Goldthorpe named Sissay "Norman" and put him in the care of foster parents, telling them to treat the placement as an adoption.
[3][5] At the age of 17, Sissay used his unemployment benefit money to self-publish his first poetry pamphlet, Perceptions of the Pen, which he sold to striking miners in Lancashire.
His 2005 drama Something Dark deals with his search for his family, and was adapted for BBC Radio 3 in 2006, winning the UK Commission for Racial Equality's Race in the Media Award (RIMA).
He was the official poet of the 2012 London Olympics, has worked with the British Council and is a patron of the Letterbox Club, supporting children in care.
[12][13][14] Sissay was made an Honorary Doctor of Letters by the University of Huddersfield in 2009 and was appointed Member of the Order of the British Empire (MBE) in the 2010 New Year Honours.
[16] Sissay's television appearances include The South Bank Show and the BBC's series Grumpy Old Men.
In January 2016, Sissay wrote an article in The Guardian about the Foundling Museum's "Drawing on Childhood" exhibition in which he noted: "How a society treats those children who have no one to look after them is a measure of how civilised it is.
It is scandalous that a prime minister should have to admit, as David Cameron did last autumn, that the care system 'shames our country' and that Ofsted should report that there are more councils judged as 'inadequate' than 'good' for their children's services.
[22] Later that year it was announced that he would appear in a revival of Jim Cartwright's 1986 play Road at the Royal Court Theatre.
[23] In September 2017, Sissay used his position as chancellor of the University of Manchester to launch a new bursary with the purpose of increasing the numbers of black men taking up careers in law and criminal justice.
[25] He brought a case against Wigan Council that was settled in 2018 with a six-figure payout and a formal apology to Sissay for the treatment he suffered when in care.
[26][27] In June 2019 it was announced that Sissay had won the 2019 PEN Pinter Prize, awarded to writers who take an "unflinching, unswerving" view of the world, with one of the judging panel, Maureen Freely, saying: "In his every work, Lemn Sissay returns to the underworld he inhabited as an unclaimed child.
"[28][29] In January 2020, Sissay joined the Booker Prize judging panel, alongside Margaret Busby (chair), Lee Child, Sameer Rahim and Emily Wilson.
[31] In May 2021, Sissay appeared on BBC One's Have I Got News for You, hosted by Romesh Ranganathan, alongside fellow panellists Ian Hislop, Paul Merton and Jo Brand.
[32] Sissay was appointed Officer of the Order of the British Empire (OBE) in the 2021 Birthday Honours for services to literature and charity.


All entries are to be reproduced exactly; the pictures are to be omitted.

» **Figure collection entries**
Content starts

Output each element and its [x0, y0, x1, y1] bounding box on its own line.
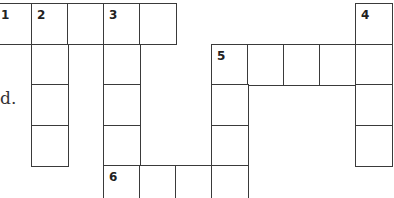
clue-number: 6: [109, 170, 117, 184]
crossword-cell[interactable]: [211, 84, 249, 126]
crossword-cell[interactable]: 1: [0, 3, 33, 45]
crossword-cell[interactable]: [283, 44, 321, 86]
crossword-cell[interactable]: [211, 125, 249, 167]
crossword-cell[interactable]: [31, 125, 69, 167]
crossword-cell[interactable]: 6: [103, 165, 141, 198]
clue-number: 4: [361, 8, 369, 22]
crossword-cell[interactable]: 2: [31, 3, 69, 45]
crossword-cell[interactable]: [139, 165, 177, 198]
crossword-cell[interactable]: 3: [103, 3, 141, 45]
crossword-cell[interactable]: [31, 44, 69, 86]
clue-number: 5: [217, 49, 225, 63]
crossword-cell[interactable]: 4: [355, 3, 393, 45]
clue-number: 2: [37, 8, 45, 22]
crossword-cell[interactable]: [355, 44, 393, 86]
crossword-cell[interactable]: [247, 44, 285, 86]
crossword-cell[interactable]: [355, 84, 393, 126]
crossword-cell[interactable]: 5: [211, 44, 249, 86]
crossword-cell[interactable]: [103, 84, 141, 126]
clue-text-fragment: d.: [0, 88, 16, 108]
clue-number: 1: [1, 8, 9, 22]
crossword-cell[interactable]: [139, 3, 177, 45]
crossword-cell[interactable]: [175, 165, 213, 198]
crossword-cell[interactable]: [355, 125, 393, 167]
crossword-cell[interactable]: [103, 44, 141, 86]
clue-number: 3: [109, 8, 117, 22]
crossword-cell[interactable]: [103, 125, 141, 167]
crossword-cell[interactable]: [31, 84, 69, 126]
crossword-cell[interactable]: [319, 44, 357, 86]
crossword-cell[interactable]: [211, 165, 249, 198]
crossword-cell[interactable]: [67, 3, 105, 45]
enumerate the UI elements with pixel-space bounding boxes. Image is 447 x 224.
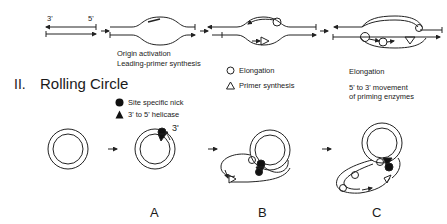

Content ends

» **EXERCISE OUTPUT**
Output each element and its [x0, y0, x1, y1] bounding box on its own line.
clue-number: 6: [109, 170, 117, 184]
crossword-cell[interactable]: [211, 84, 249, 126]
crossword-cell[interactable]: 1: [0, 3, 33, 45]
crossword-cell[interactable]: [283, 44, 321, 86]
crossword-cell[interactable]: [211, 125, 249, 167]
crossword-cell[interactable]: [31, 125, 69, 167]
crossword-cell[interactable]: 6: [103, 165, 141, 198]
clue-number: 4: [361, 8, 369, 22]
crossword-cell[interactable]: 2: [31, 3, 69, 45]
crossword-cell[interactable]: [139, 165, 177, 198]
crossword-cell[interactable]: 3: [103, 3, 141, 45]
crossword-cell[interactable]: [31, 44, 69, 86]
clue-number: 5: [217, 49, 225, 63]
crossword-cell[interactable]: 4: [355, 3, 393, 45]
clue-number: 2: [37, 8, 45, 22]
crossword-cell[interactable]: [355, 44, 393, 86]
crossword-cell[interactable]: [247, 44, 285, 86]
crossword-cell[interactable]: [355, 84, 393, 126]
crossword-cell[interactable]: 5: [211, 44, 249, 86]
crossword-cell[interactable]: [103, 84, 141, 126]
clue-text-fragment: d.: [0, 88, 16, 108]
clue-number: 1: [1, 8, 9, 22]
crossword-cell[interactable]: [139, 3, 177, 45]
crossword-cell[interactable]: [175, 165, 213, 198]
crossword-cell[interactable]: [355, 125, 393, 167]
crossword-cell[interactable]: [103, 44, 141, 86]
clue-number: 3: [109, 8, 117, 22]
crossword-cell[interactable]: [103, 125, 141, 167]
crossword-cell[interactable]: [31, 84, 69, 126]
crossword-cell[interactable]: [319, 44, 357, 86]
crossword-cell[interactable]: [211, 165, 249, 198]
crossword-cell[interactable]: [67, 3, 105, 45]
enumerate the UI elements with pixel-space bounding boxes. Image is 447 x 224.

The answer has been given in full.